I find a bar playing the baseball game, and Julio from Jalisco serves me a tall Blue Moon with a bright wedge of lemon. We speak Spanish because now I can, and I feel a little bit proud. He’s proud too: he’s lived in the US for 24 years, he tells me. And I’m living in his country, for the last year, I say, and one more to go. We laugh about this cambio de casas, trading places.

My beer costs 10 US dollars including tip, a lucky Mexican’s daily wage. I take a final precious gulp and head for the baños. I’m awed by the granite countertops and polished marble floor, toilet seats with protectors that rotate to a clean place when you press the button. Whiiir. Endless rolls of toilet-paper and automatic flush. Full-length mirrors for primping, soft peach light that makes you look like a movie star (though I’m playing a raggedy traveler), soap in the dispensers and your choice of hand-blowers or towels for drying.

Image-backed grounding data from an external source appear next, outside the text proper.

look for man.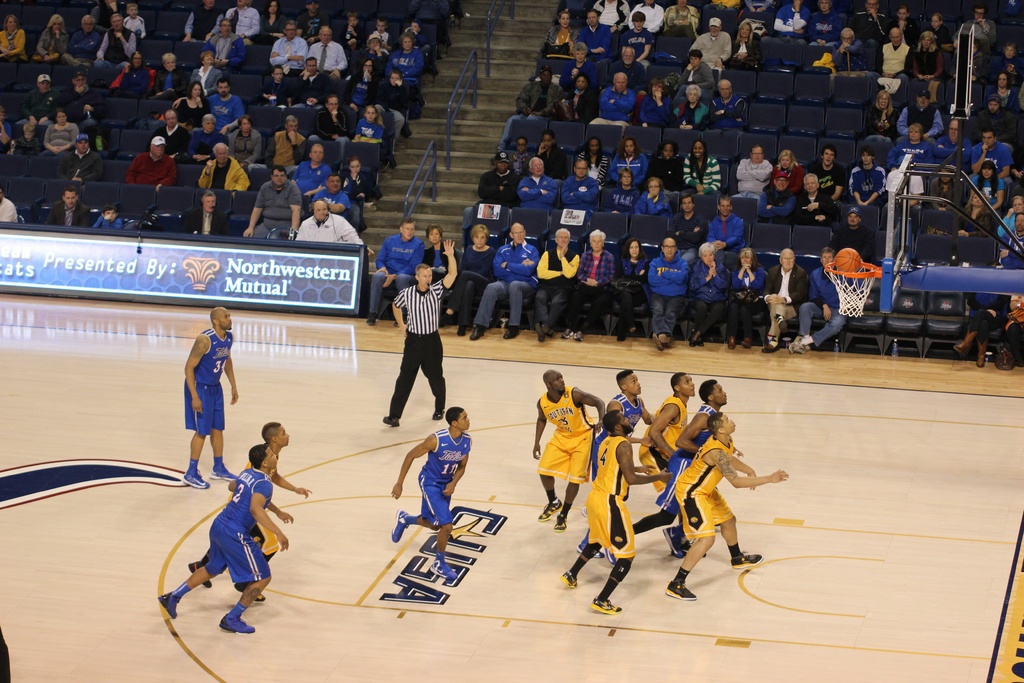
Found: <box>468,223,538,340</box>.
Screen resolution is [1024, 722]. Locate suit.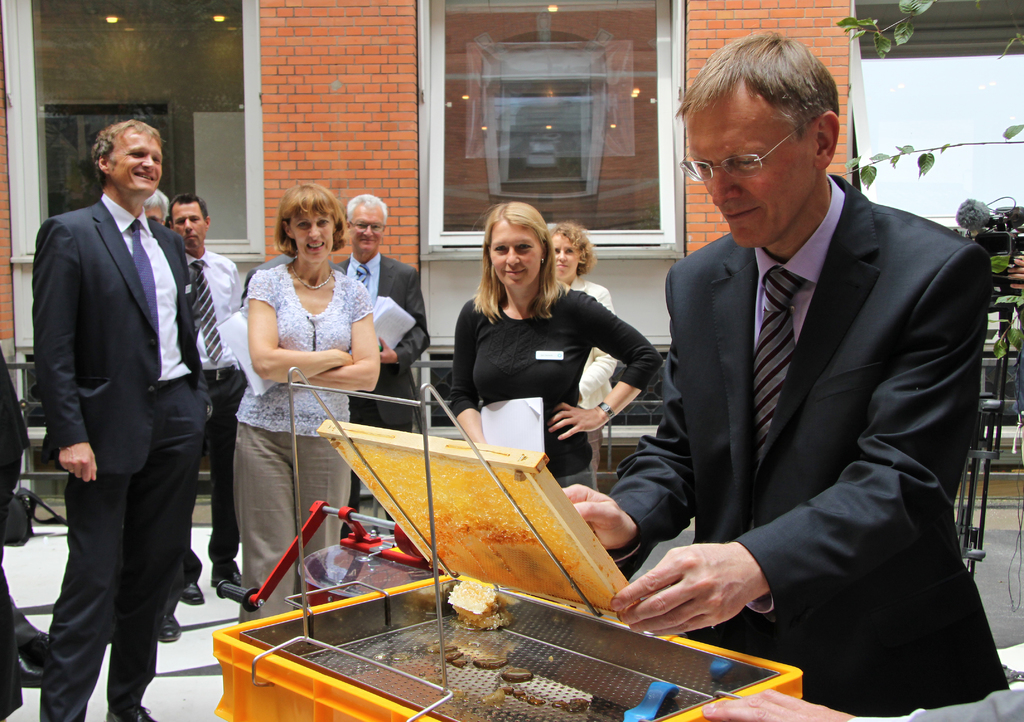
bbox=[601, 176, 1011, 718].
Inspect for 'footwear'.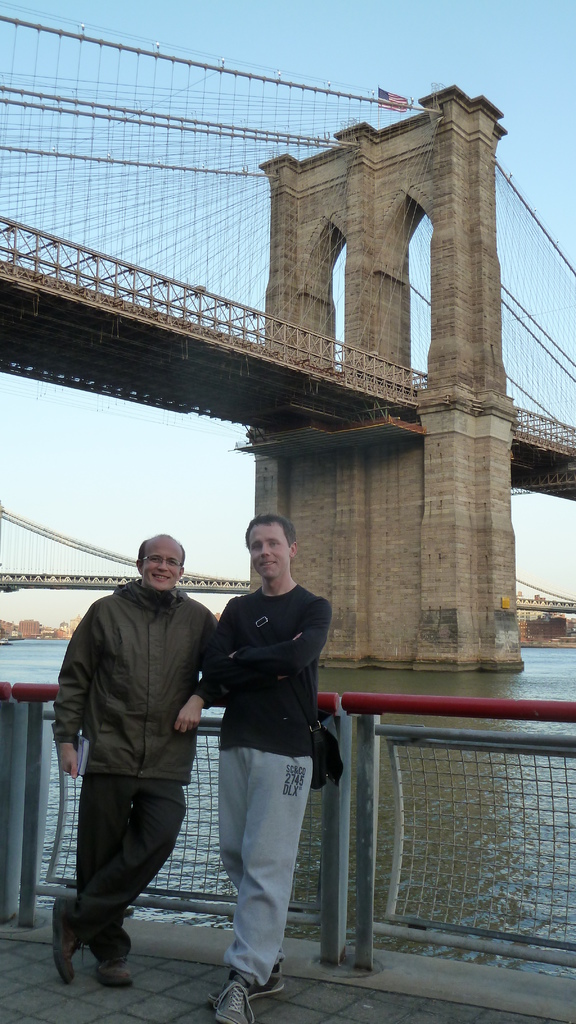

At the gate the children sit quietly reading books and tapping Ipad screens. Airport TV hums overhead reporting go-local organic markets, heirloom tomatoes and artisan cheeses. The AC purrs, the laptops click, the air hostess smiles, English is spoken.

America makes it all look so easy, smooth, in-control. It’s not fair.

The flight is announced and we line-up by zone. As I file down the jet way I feel both drawn and repelled, straddling two worlds, two homes, the orderly and spontaneous, the haves and have-nots, divided by a thin line that is thickly fortified. And I get to enter.